Central banks

FEDS Paper: Government-Sponsored Mortgage Securitization and Financial Crises

Wayne Passmore and Roger SparksThis paper analyzes a model of the mortgage market, considering scenarios with and without government-sponsored mortgage securitization. Conventional wisdom says that securitization, by fostering diversification and creating a “safe” asset in the form of mortgage-backed security (MBS), will reduce risk and enhance liquidity, thereby mitigating financial crises. We construct a strategic-game framework to model the interaction between the securitizer and banks.

Insurance corporations’ balance sheets, financial stability and monetary policy

The euro area insurance sector and its relevance for real economy financing have grown significantly over the last two decades. This paper analyses the effects of monetary policy on the size and composition of insurers’ balance sheets, as well as the implications of these effects for financial stability. We find that changes in monetary policy have a significant impact on both sector size and risk-taking.

Granular shocks to corporate leverage and the macroeconomic transmission of monetary policy

We study how shocks to corporate leverage alter the macroeconomic transmission of monetary policy. We identify leverage shocks as idiosyncratic firm-level disturbances that are aggregated up to a size-weighted country-level average to generate a Granular Instrumental Variable (Gabaix and Koijen, forthcoming). Interacting this instrumental variable with high-frequency identified monetary policy shocks, we find that transmission to the price level strengthens in the presence of leverage shocks, while the real effects of monetary policy are unaffected.

FEDS Paper: A Field Guide to Monetary Policy Implementation Issues in a New World with CBDC, Stablecoin, and Narrow Banks

James A. ClouseThis paper develops an analytical framework aimed at shedding light on the implications of the evolution of financial market structure for monetary policy implementation and transmission. The basic model builds on that developed in Chen et. al. (2014) which, in turn, draws inspiration from the pioneering work of Tobin (1969) and Gurley and Shaw (1960).

Firm heterogeneity, capital misallocation and optimal monetary policy

This paper analyzes the link between monetary policy and capital misallocation in a New Keynesian model with heterogeneous firms and financial frictions. In the model, firms with a high return to capital increase their investment more strongly in response to a monetary policy expansion, thus reducing misallocation. This feature creates a new time-inconsistent incentive for the central bank to engineer an unexpected monetary expansion to temporarily reduce misallocation. However, price stability is the optimal timeless response to demand, financial or TFP shocks.

Monetary-fiscal policy interactions when price stability occasionally takes a back seat

What are the macroeconomic consequences of a government that is limited in its willingness or ability to raise primary surpluses, and a central bank that accommodates its interest-rate policy to the fiscal conditions? I address this question in a dynamic stochastic sticky-price model with endogenous shifts between an “orthodox” and a “fiscally-dominant” policy regime. The risk of future regime shifts has encompassing effects on equilibrium.

Central bank digital currency: when price and bank stability collide

This paper shows the existence of a central bank trilemma. When a central bank is involved in financial intermediation, either directly through a central bank digital currency (CBDC) or indirectly through other policy instruments, it can only achieve at most two of three objectives: a socially eÿcient allocation, financial stability (i.e., absence of runs), and price stability. In particular, a commitment to price stability can cause a run on the central bank. Implementation of the socially optimal allocation requires a commitment to inflation.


TASK TO CARRY OUT: How many of the lines in the material below contain the word "content"? Give the number alone.

RECORDED INFORMATION:

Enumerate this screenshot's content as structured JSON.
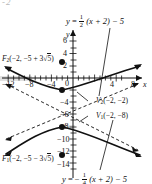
{
  "figure": {
    "type": "hyperbola-graph",
    "center": [
      -2,
      -5
    ],
    "orientation": "vertical-transverse-axis",
    "partial_top_text": "-2"
  },
  "equations": {
    "asymptote_top": {
      "lhs": "y",
      "eq": "=",
      "frac_num": "1",
      "frac_den": "2",
      "rest": "(x + 2) − 5",
      "full": "y = 1/2 (x + 2) − 5"
    },
    "asymptote_bottom": {
      "lhs": "y",
      "eq": "= −",
      "frac_num": "1",
      "frac_den": "4",
      "rest": "(x + 2) − 5",
      "full": "y = −1/4 (x + 2) − 5"
    }
  },
  "point_labels": {
    "focus_upper": {
      "name": "F",
      "sub": "2",
      "open": "(−2, −5 + 3",
      "radicand": "5",
      "close": ")",
      "full": "F2(−2, −5 + 3√5)",
      "coords": [
        -2,
        1.708
      ]
    },
    "focus_lower": {
      "name": "F",
      "sub": "1",
      "open": "(−2, −5 − 3",
      "radicand": "5",
      "close": ")",
      "full": "F1(−2, −5 − 3√5)",
      "coords": [
        -2,
        -11.708
      ]
    },
    "vertex_upper": {
      "name": "V",
      "sub": "2",
      "text": "(−2, −2)",
      "full": "V2(−2, −2)",
      "coords": [
        -2,
        -2
      ]
    },
    "vertex_lower": {
      "name": "V",
      "sub": "1",
      "text": "(−2, −8)",
      "full": "V1(−2, −8)",
      "coords": [
        -2,
        -8
      ]
    }
  },
  "axes": {
    "x_axis_name": "x",
    "y_axis_name": "y",
    "origin_label": "0",
    "x_ticks": [
      "−12",
      "−8",
      "−4",
      "4",
      "8"
    ],
    "y_ticks_positive": [
      "6",
      "4",
      "2"
    ],
    "y_ticks_negative": [
      "−4",
      "−6",
      "−8",
      "−10",
      "−12",
      "−14"
    ],
    "x_range": [
      -14,
      10
    ],
    "y_range": [
      -15,
      7
    ]
  },
  "colors": {
    "ink": "#111111",
    "axis": "#111111",
    "highlight_band": "#c9c9c9",
    "faded": "#b9b9b9",
    "background": "#ffffff"
  }
}
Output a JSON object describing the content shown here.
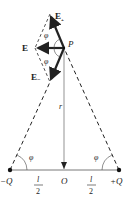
{
  "diagram": {
    "labels": {
      "e_plus": "E",
      "e_plus_sub": "+",
      "e_net": "E",
      "e_minus": "E",
      "e_minus_sub": "−",
      "point_p": "P",
      "phi_upper": "φ",
      "phi_lower": "φ",
      "phi_left": "φ",
      "phi_right": "φ",
      "distance_r": "r",
      "neg_charge": "−Q",
      "pos_charge": "+Q",
      "origin": "O",
      "half_l_left_num": "l",
      "half_l_left_den": "2",
      "half_l_right_num": "l",
      "half_l_right_den": "2"
    },
    "colors": {
      "line": "#222222",
      "thin_line": "#555555"
    }
  }
}
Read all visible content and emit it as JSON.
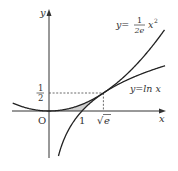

ANSWER BELOW: 3